Composed image retrieval extends content-based image retrieval systems by enabling users to search using reference images and captions that describe their intention. Despite great progress in developing image-text compositors to extract discriminative visual-linguistic features, we identify a hitherto overlooked issue, triplet ambiguity, which impedes robust feature extraction. Triplet ambiguity refers to a type of semantic ambiguity that arises between the reference image, the relative caption, and the target image. It is mainly due to the limited representation of the annotated text, resulting in many noisy triplets where multiple visually dissimilar candidate images can be matched to an identical reference pair (i.e., a reference image + a relative caption). To address this challenge, we propose the Consensus Network (Css-Net), inspired by the psychological concept that groups outperform individuals. Css-Net comprises two core components: (1) a consensus module with four diverse compositors, each generating distinct image-text embeddings, fostering complementary feature extraction and mitigating dependence on any single, potentially biased compositor; (2) a Kullback-Leibler divergence loss that encourages learning of inter-compositor interactions to promote consensual outputs. During evaluation, the decisions of the four compositors are combined through a weighting scheme, enhancing overall agreement. On benchmark datasets, particularly FashionIQ, Css-Net demonstrates marked improvements. Notably, it achieves significant recall gains, with a 2.77% increase in R@10 and 6.67% boost in R@50, underscoring its competitiveness in addressing the fundamental limitations of existing methods.
Paper Structure (17 sections, 10 equations, 6 figures, 10 tables)

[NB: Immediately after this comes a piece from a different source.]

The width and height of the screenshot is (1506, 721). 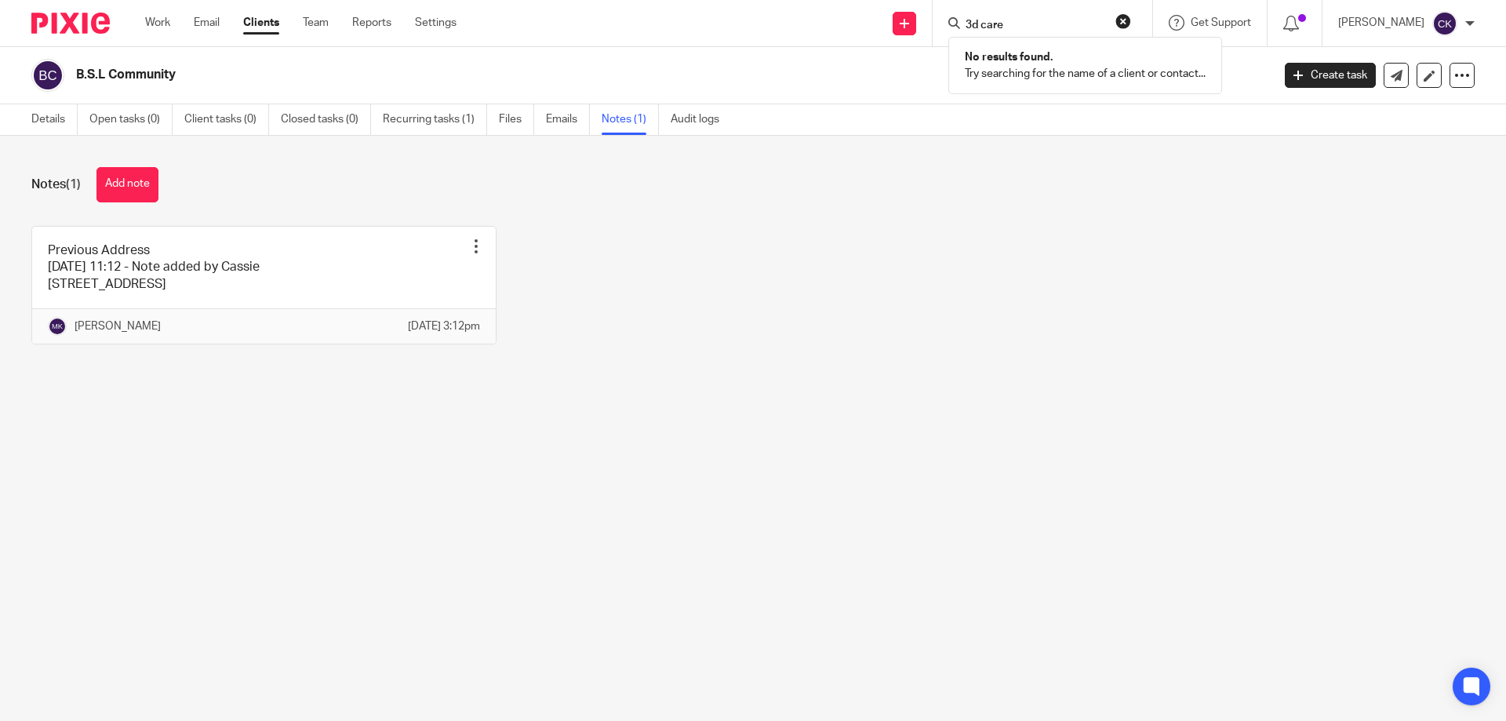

This paper contains 17 sections, 10 equations, 6 figures, 10 tables.

Figures (6)

  • Figure 1: Schematic illustration of the composed image retrieval system. Through using a reference image and a relative caption, the system endeavors to precisely retrieve the intended target image from all candidate images.
  • Figure 2: Illustration of the triplet ambiguity problem. Triplet ambiguity denotes multiple false-negative samples in the dataset as the annotator usually see one triplet with true match () at a time, while neglecting other candidates ().
  • Figure 3: Schematic illustration of the Consensus Network. Given a reference image and a relative caption, the image encoder $F_{img}$ extracts the mid-level image feature $\bm{f_r^m}$ and high-level image feature $\bm{f_r^h}$, and the text encoder $F_{text}$ extracts the text feature $\bm{f_s}$. Then, compositors fuse the text feature with either the mid-level or high-level image feature. Each compositor generates distinct composed feature. Finally, we match the composed features with the corresponding target features and impose a KL loss between image-text compositors for training.
  • Figure 4: Comparison between the batch-based classification and the global-wise classification (GWC) on the Shoes dataset. GWC significantly degrades the performance since more false negative samples are involved due to triplet ambiguity.
  • Figure 5: Top-10 retrieval results on three datasets. The composed queries consist of a reference image and a relative caption that describes the desired modification. The blue/green boxes refer to the reference image and the true match(es).